The count nodded a silent consent, and Countess Elizabeth told how she had come to drive Gösta Berling into the evil way. She told of everything which had happened in the little blue cabinet, and how she had felt herself driven by her conscience to go and save him she had wronged. “I had no right to judge him,” she said, “and my husband has himself taught me that no sacrifice is too great when one will make amends for a wrong. Is it not so, Henrik?”
The count turned to his mother.
“What has my mother to say about this?” he asked. His little body was now quite stiff with dignity, and his high, narrow forehead lay in majestic folds.
“I,” answered the countess,—“I say that Anna Stjärnhök is a clever girl, and she knew what she was doing when she told Elizabeth that story.”
“You are pleased to misunderstand me,” said the count. “I ask what you think of this story. Has Countess Märta Dohna tried to persuade her daughter, my sister, to marry a dismissed priest?”
Countess Märta was silent an instant. Alas, that Henrik, so stupid, so stupid! Now he was quite on the wrong track. Her hound was pursuing the hunter himself and letting the hare get away. But if Märta Dohna was without an answer for an instant, it was not longer.
“Dear friend,” she said with a shrug, “there is a reason for letting all those old stories about that unhappy man rest,—the same reason which makes me beg you to suppress all public scandal. It is most probable that he has perished in the night.”
She spoke in a gentle, commiserating tone, but there was not a word of truth in what she said.
“Elizabeth has slept late to-day and therefore has not heard that people have already been sent out on to the lake to look for Herr Berling. He has not returned to Ekeby, and they fear that he has drowned. The ice broke up this morning. See, the storm has split it into a thousand pieces.”
Countess Elizabeth looked out. The lake was almost open.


The answer must be a single number: how many lines in the entries below contain the word "Image".

■ **Records provided**:
"""
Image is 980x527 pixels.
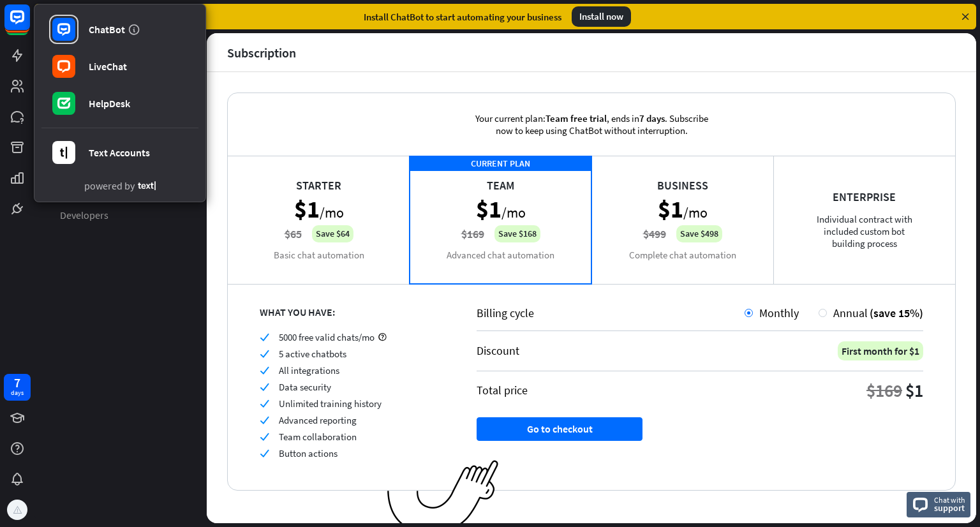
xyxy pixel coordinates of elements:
[260,432,270,442] i: check
[9,502,25,518] img: f599820105ac0f7000bd.png
[11,5,49,43] button: Open LiveChat chat widget
[278,331,374,343] span: 5000 free valid chats/mo
[260,382,270,392] i: check
[260,416,270,425] i: check
[477,305,745,321] div: Billing cycle
[935,494,965,506] span: Chat with
[572,6,631,27] div: Install now
[546,112,607,124] span: Team free trial
[260,332,270,342] i: check
[278,414,356,426] span: Advanced reporting
[4,374,31,401] a: 7 days
[477,417,642,441] button: Go to checkout
[477,343,520,358] div: Discount
[870,305,923,321] span: (save 15%)
[260,349,270,359] i: check
[278,365,339,377] span: All integrations
[278,447,338,460] span: Button actions
[866,379,902,402] div: $169
[838,341,923,361] div: First month for $1
[455,93,729,156] div: Your current plan: , ends in . Subscribe now to keep using ChatBot without interruption.
[477,383,528,398] div: Total price
[905,379,923,402] div: $1
[759,305,799,321] span: Monthly
[260,449,270,458] i: check
[278,381,331,393] span: Data security
[260,365,270,375] i: check
[11,389,24,398] div: days
[278,431,356,443] span: Team collaboration
[935,503,965,514] span: support
[640,112,665,124] span: 7 days
[278,348,347,360] span: 5 active chatbots
[60,209,109,222] span: Developers
[364,11,562,23] div: Install ChatBot to start automating your business
[260,399,270,408] i: check
[260,305,445,318] div: WHAT YOU HAVE:
[833,305,868,321] span: Annual
[52,205,189,226] a: Developers
[278,398,382,410] span: Unlimited training history
[227,45,296,60] div: Subscription
[14,378,20,389] div: 7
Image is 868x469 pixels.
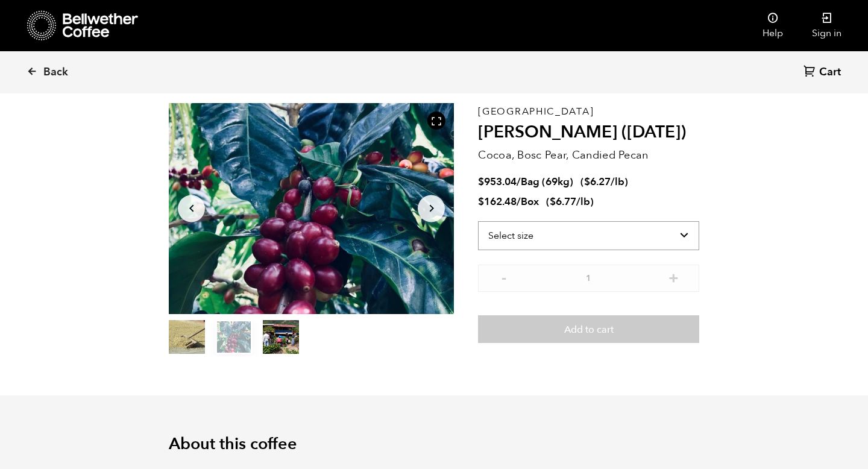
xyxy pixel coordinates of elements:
[550,194,556,209] span: $
[521,174,573,189] span: Bag (69kg)
[496,271,511,282] button: -
[666,271,681,282] button: +
[611,174,625,189] span: /lb
[169,435,700,454] h2: About this coffee
[576,194,590,209] span: /lb
[804,64,844,81] a: Cart
[581,174,628,189] span: ( )
[478,315,700,343] button: Add to cart
[478,174,517,189] bdi: 953.04
[547,194,594,209] span: ( )
[517,194,521,209] span: /
[478,122,700,143] h2: [PERSON_NAME] ([DATE])
[44,65,68,80] span: Back
[550,194,576,209] bdi: 6.77
[478,147,700,163] p: Cocoa, Bosc Pear, Candied Pecan
[517,174,521,189] span: /
[584,174,590,189] span: $
[478,174,485,189] span: $
[478,194,517,209] bdi: 162.48
[820,65,841,80] span: Cart
[521,194,539,209] span: Box
[478,194,485,209] span: $
[584,174,611,189] bdi: 6.27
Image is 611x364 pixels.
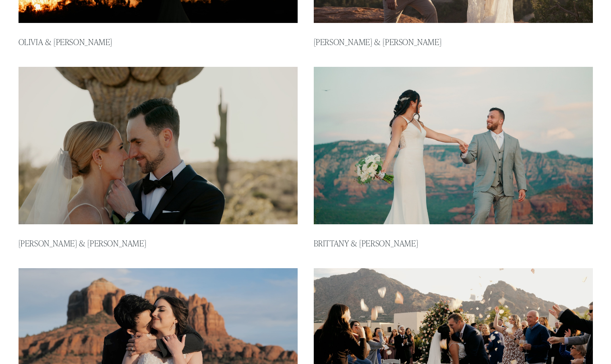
"""
■ **Problem solution**: 3